The period from 1968 to 1974 saw the release of more great science fiction films than any time before or since. The period coincided with one of the most turbulent times in United States history, from 1968 – the year of the assassinations of Martin Luther King Jr. and Robert Kennedy and the election of Richard Nixon – through Nixon’s resignation on Aug. 8, 1974. Those six years were the time of roiling protests and brutal police crackdowns, the Manson family’s murderous rampage, the Kent State massacre and escalation of the war in Vietnam. And the Watergate scandal that ended Nixon’s presidency.
The headline of this article is purposefully tongue-in-cheek, mainly because there’s little evidence that Nixon enjoyed or even saw many science fiction movies, a genre that had only recently grown past the 1950s atomic monster trend – yetI can’t think of the films of this era without thinking about them in the context of Nixon.

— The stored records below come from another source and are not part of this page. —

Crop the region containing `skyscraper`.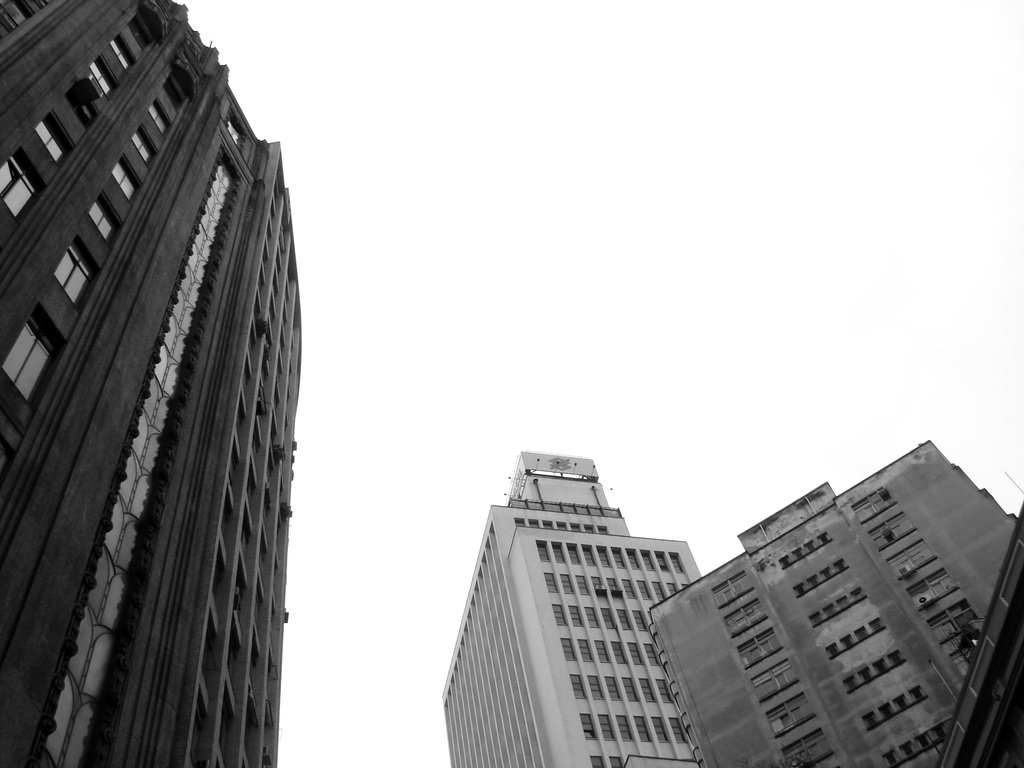
Crop region: left=640, top=435, right=1023, bottom=767.
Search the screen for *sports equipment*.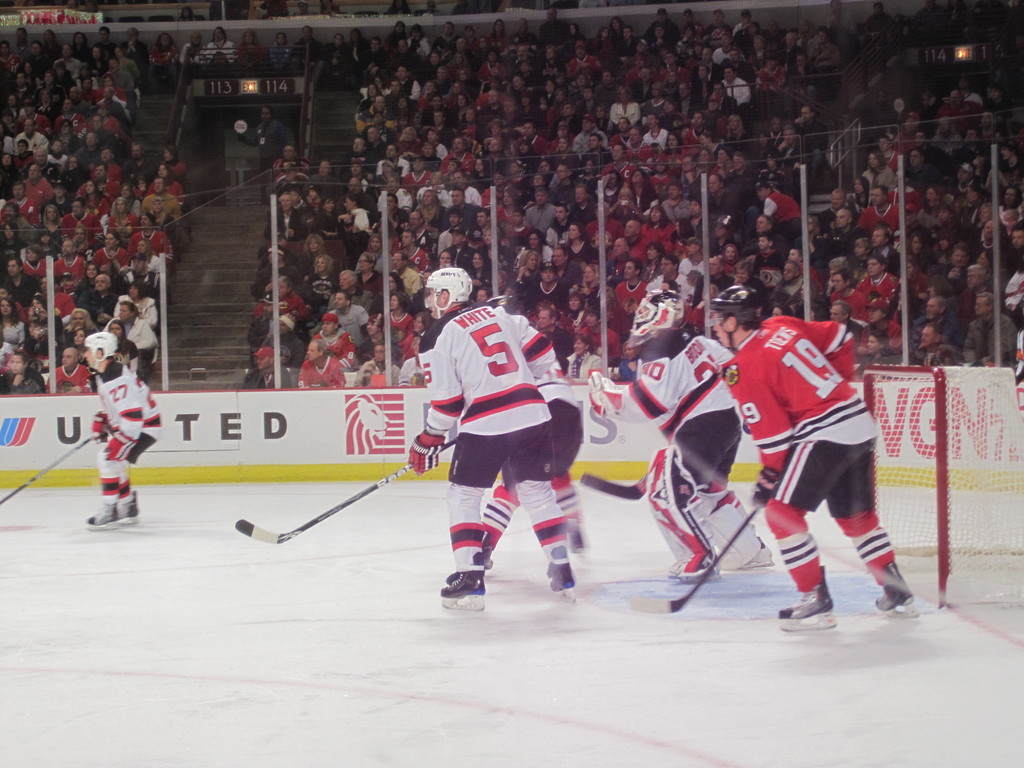
Found at bbox=[104, 428, 139, 462].
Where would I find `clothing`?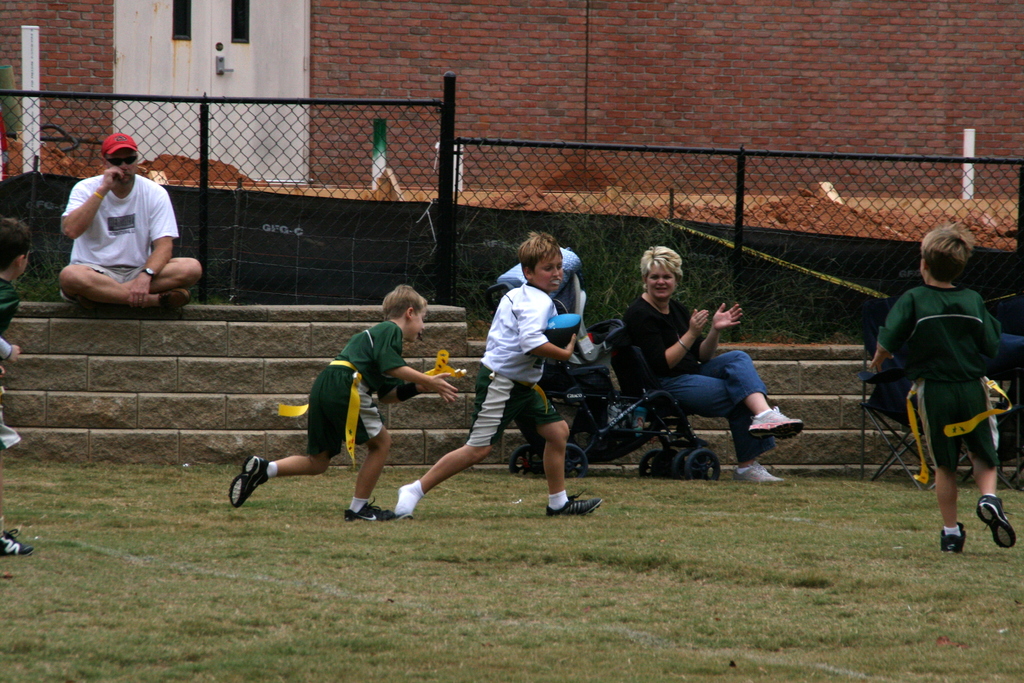
At (x1=877, y1=273, x2=1002, y2=477).
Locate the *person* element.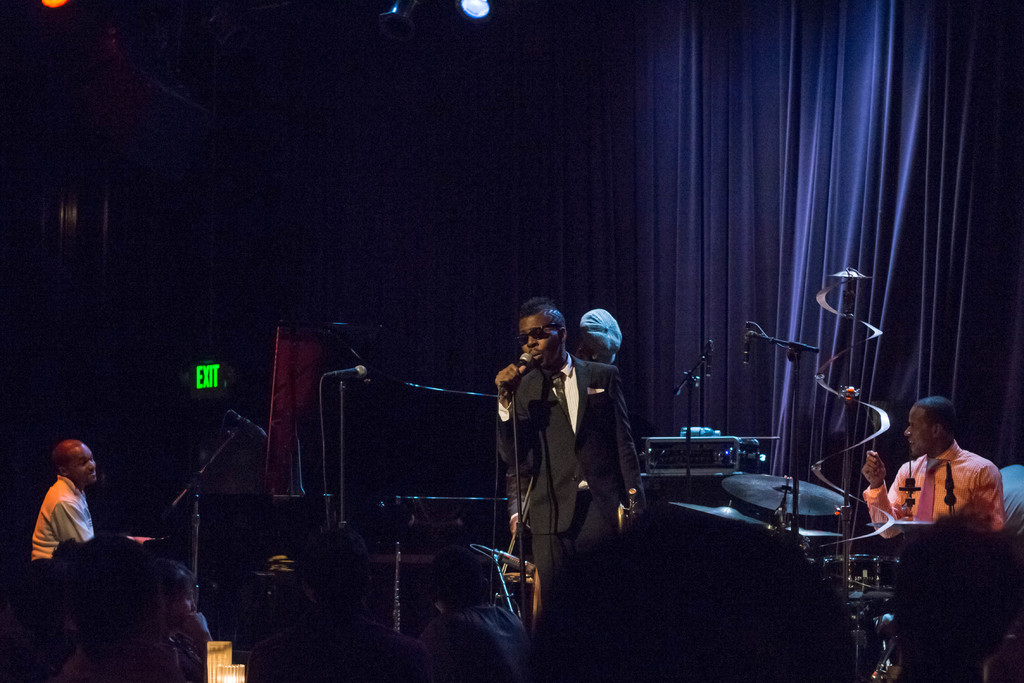
Element bbox: bbox=(66, 528, 188, 682).
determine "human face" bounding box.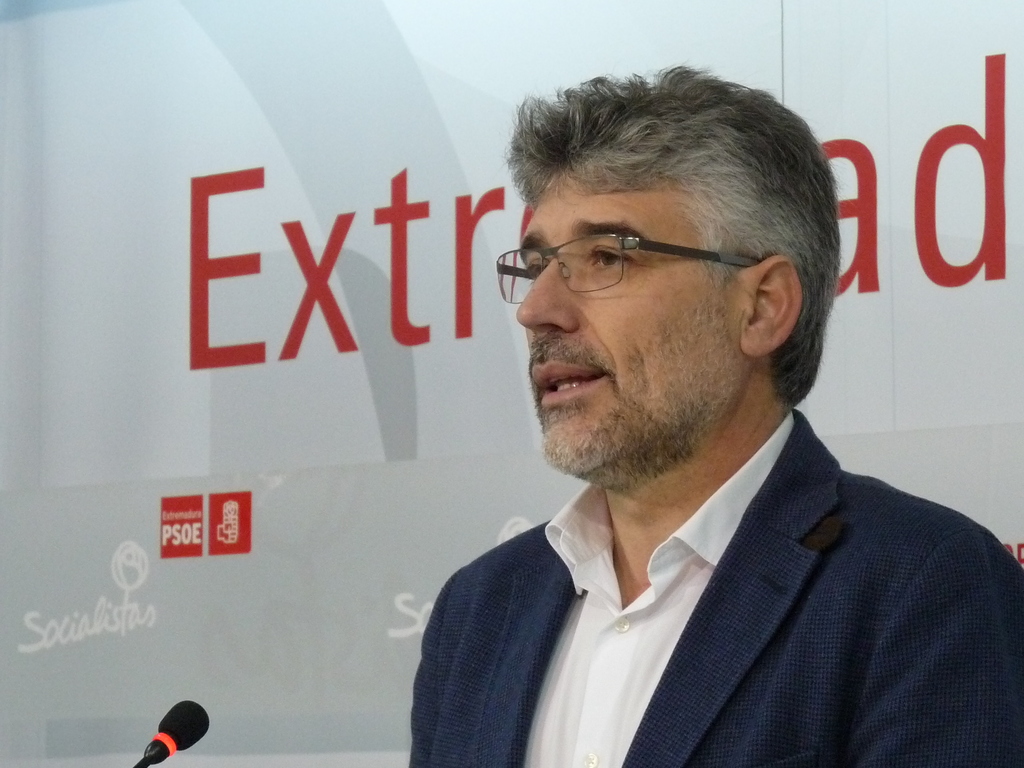
Determined: select_region(510, 170, 742, 475).
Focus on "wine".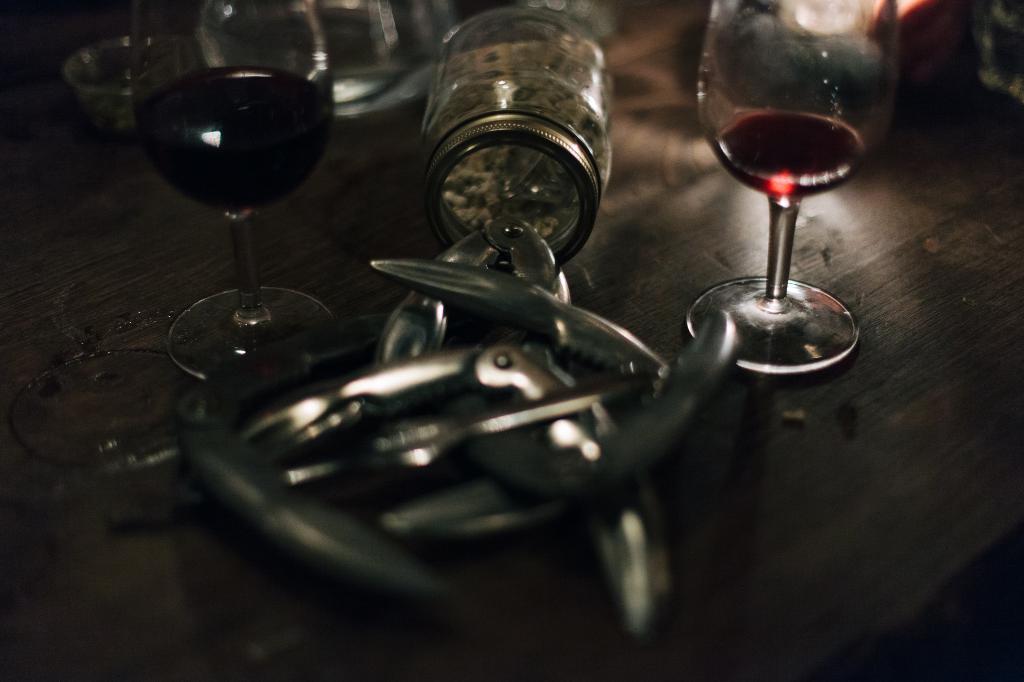
Focused at [138,63,330,213].
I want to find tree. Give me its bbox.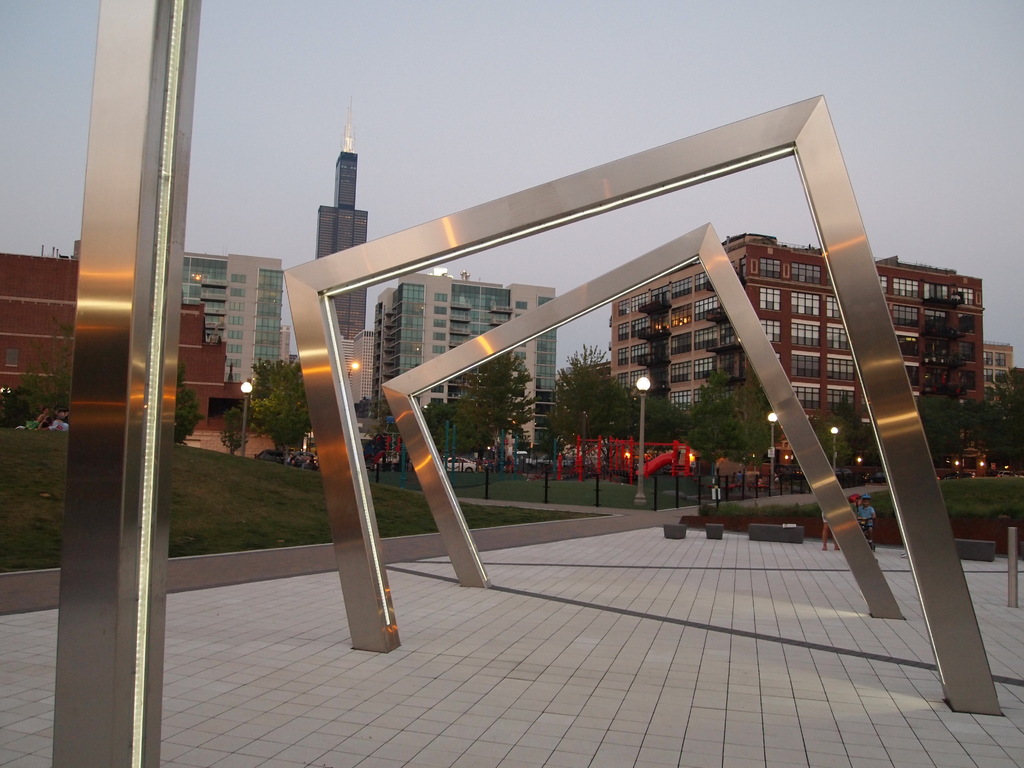
select_region(975, 366, 1021, 471).
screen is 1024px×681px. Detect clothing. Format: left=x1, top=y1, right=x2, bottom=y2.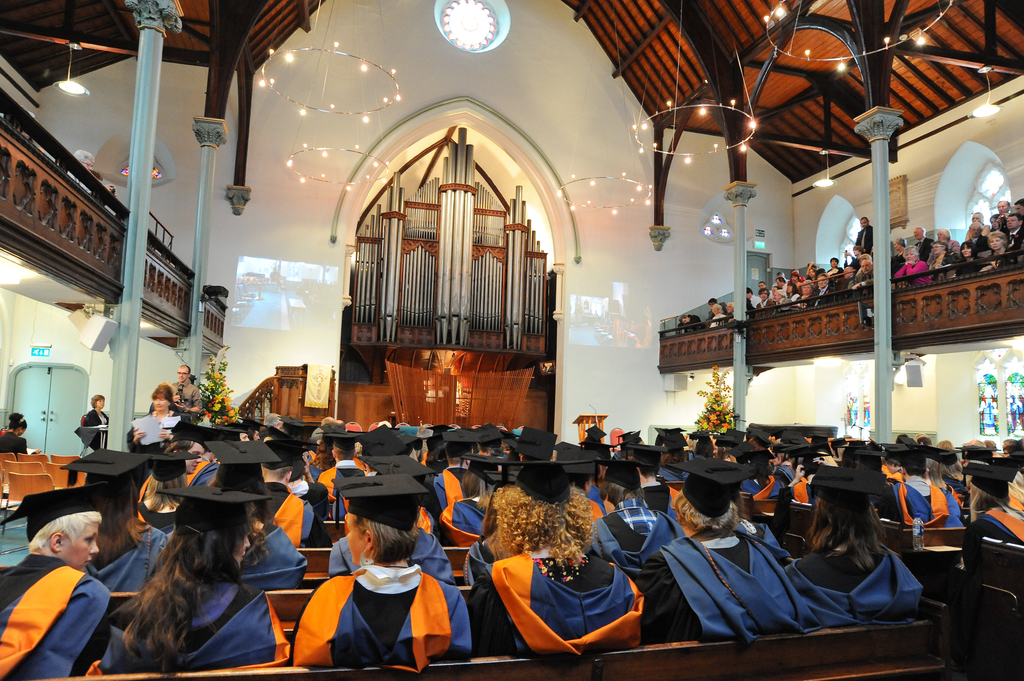
left=296, top=547, right=458, bottom=680.
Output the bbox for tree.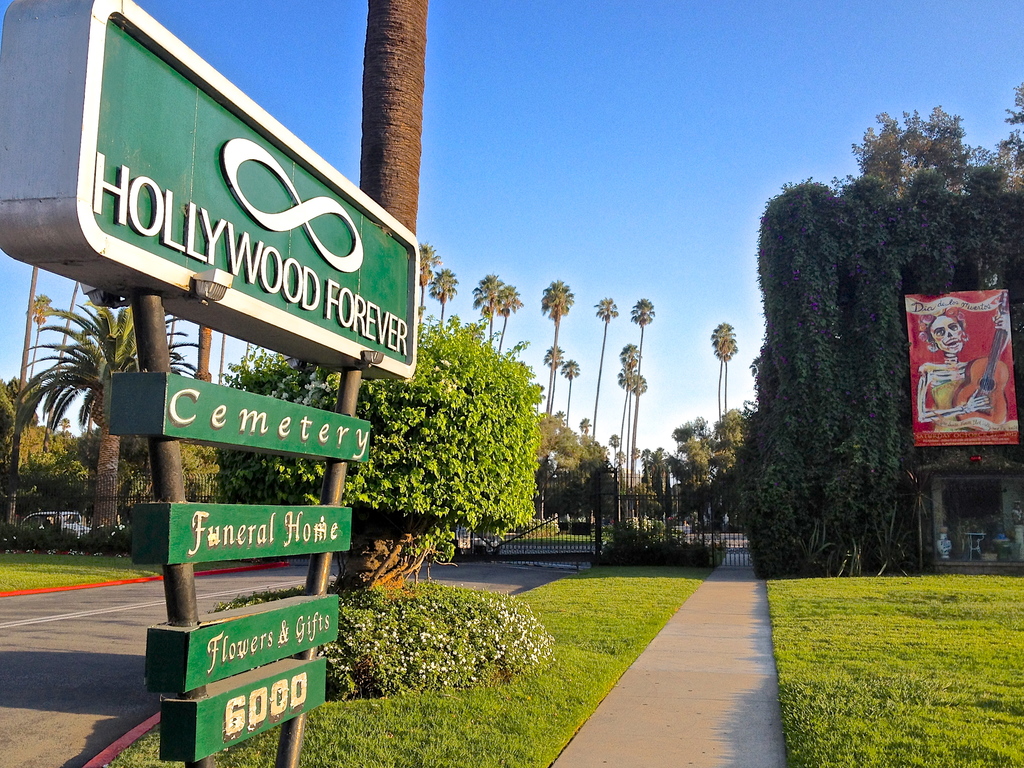
[x1=582, y1=421, x2=591, y2=431].
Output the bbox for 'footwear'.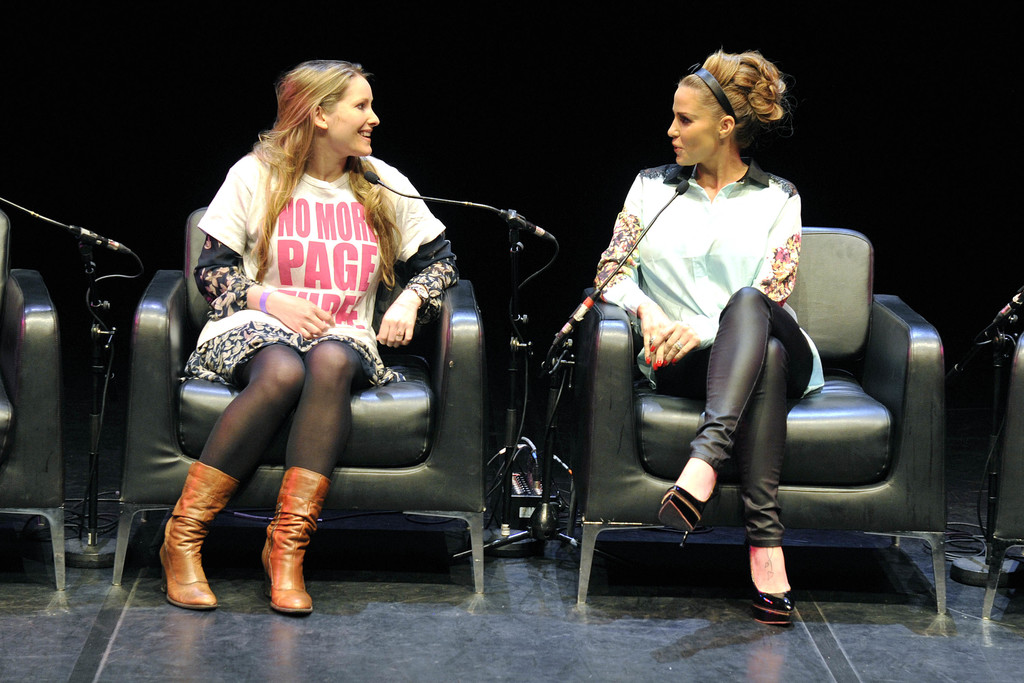
241,467,319,627.
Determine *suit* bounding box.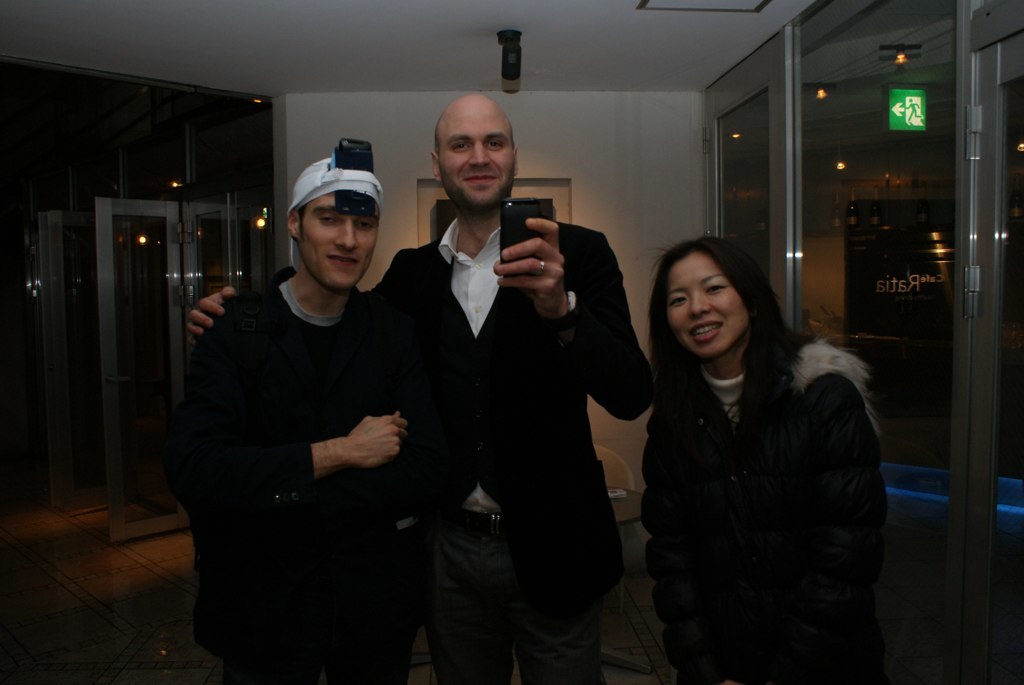
Determined: select_region(393, 116, 632, 682).
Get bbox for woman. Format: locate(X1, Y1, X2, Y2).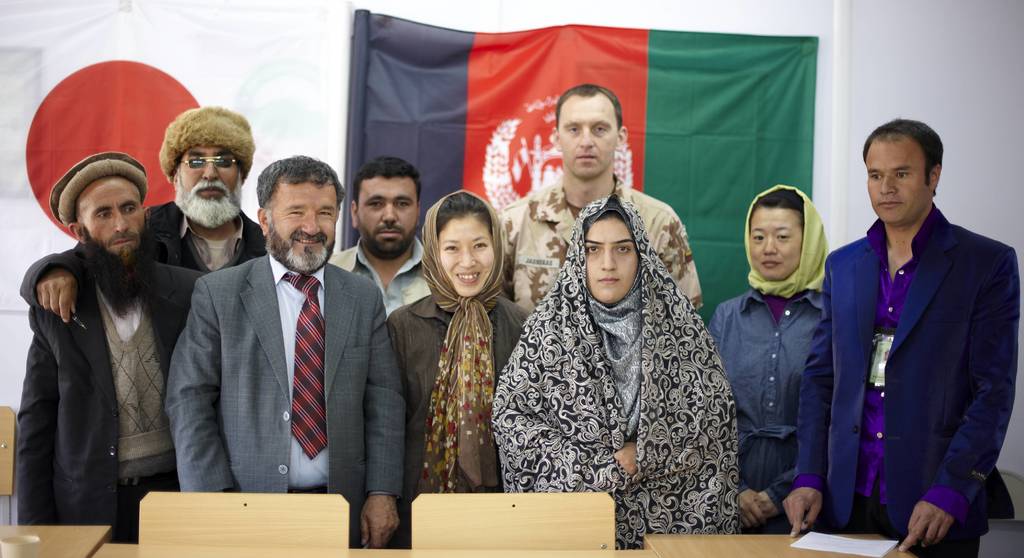
locate(486, 134, 749, 525).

The essential list of films screened at the White House during Nixon’s time in office is What Nixon Saw and When He Saw It, compiled by Mark Feeney for his book, Nixon at the Movies. Pouring over the list of films screened at the White House, Camp David, San Clemente and other sites from January 1969 until the month before Nixon resigned shows that while the president liked movies and regularly screened a mix of classic and recent films for himself, his family and guests, few sci-fi movies were shown: Marooned, the 1969 film about astronauts stranded in space, Fail-Safe, the tense 1964 thriller about a president (Henry Fonda) trying to prevent nuclear war, The Omega Man, the 1971 after-the-end-of-the-world thriller starring Charlton Heston and On the Beach, the melancholy 1959 after-the-bomb film, shown at the White House about two months before Nixon was out of office.
The lack of scifi in Nixon’s taste feels funny in hindsight; I think some of the period’s science fiction films would have been Nixon favorites, had he seen them. If nothing else, *A Clockwork Orange would have reinforced his love of law and order.
Birth of a screening room
Famously, Woodrow Wilson caused the pro-Ku Klux Klan epic Birth of a Nation to be screened at the White House in 1915. Wilson might have been the first presidential film reviewer, calling the D.W. Griffith film something like “history written with lightning.” Or maybe he didn’t say any such thing. We don’t know for certain, as Wilson was notoriously averse to social media like Twitter.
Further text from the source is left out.